Filled with a new energy and determination, I began to plan. That bourgeois conception of marriage I'd spun for the daroga was not for me—how laughable that he'd ever believed it was! Was respectable, ordinary life really so desirable that an otherwise-intelligent man could so readily assume that I, Erik, would want such boredom? Did anyone really think that I could abandon the darkness, and the music, and the fever-dreams bestowed by art, for the dubious pleasure of a stroll in the Jardin des Tuileries with a tame songbird on my arm?

Let them believe it, then, and further believe that I could die, lovesick and broken for want of such a thing.

Masked, I collected the key from the front desk and let myself into my hotel room, and listened at the wall. The girl's despair was like the tuning of an orchestra, pleasing only because it hints at future pleasure. I sat at my desk, where a pile of news-papers, representative of several of Europe's great cities, awaited my attention.

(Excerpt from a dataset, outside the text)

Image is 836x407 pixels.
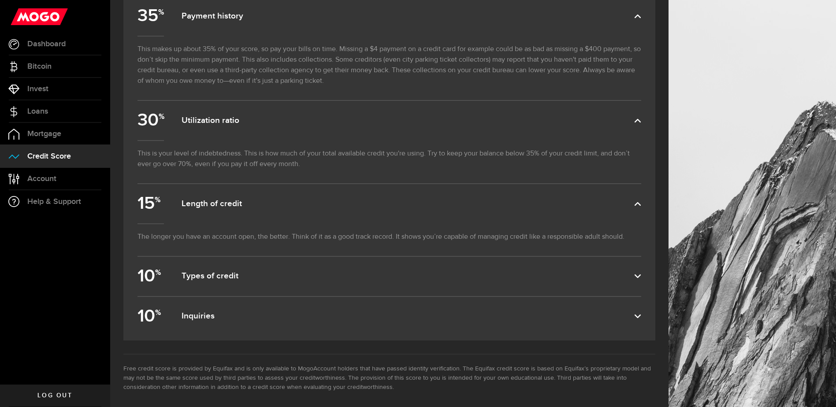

I do admire the minds responsible for gossip columns. They hint at so much, while saying nothing at all. It is a skill like that of gypsy fortune-tellers, who have long since seen that, to those desperate to hear some particular message, the merest hint will sound as certain as though it were etched in stone. It amused me, now, to search for sightings of unnamed blond gentlemen cavorting at far-flung soirees and opening nights. I knew that the anonymity the gossip-writers scrupulously bestowed on these nameless gallants would, to Christine's credulous eyes, be so many proofs that Raoul was alive, and well, and yet inexplicably distant, showing no eagerness to return to her side.

I laughed quietly, for joy, as I clipped each cryptic column, placing them in an envelope to be delivered to her the next day. Please, do not find in my laughter further reason to condemn me: it was not the readying pain at which I laughed, but the future delights which would arise from it. Each cruel lash of fate—for did I not control her fate? —was a necessary blow, for I would be the one to comfort her, and teach her to love the discipline I bestowed upon her.

All I required was that she relinquish her childish notions of love, and learn to make me the focus of her adoration and her need. "Tonight, I gave you my soul," she had told me, back on the night of her triumph as Marguerite. I intended to make that pretty falsehood true. I would take her soul—and more.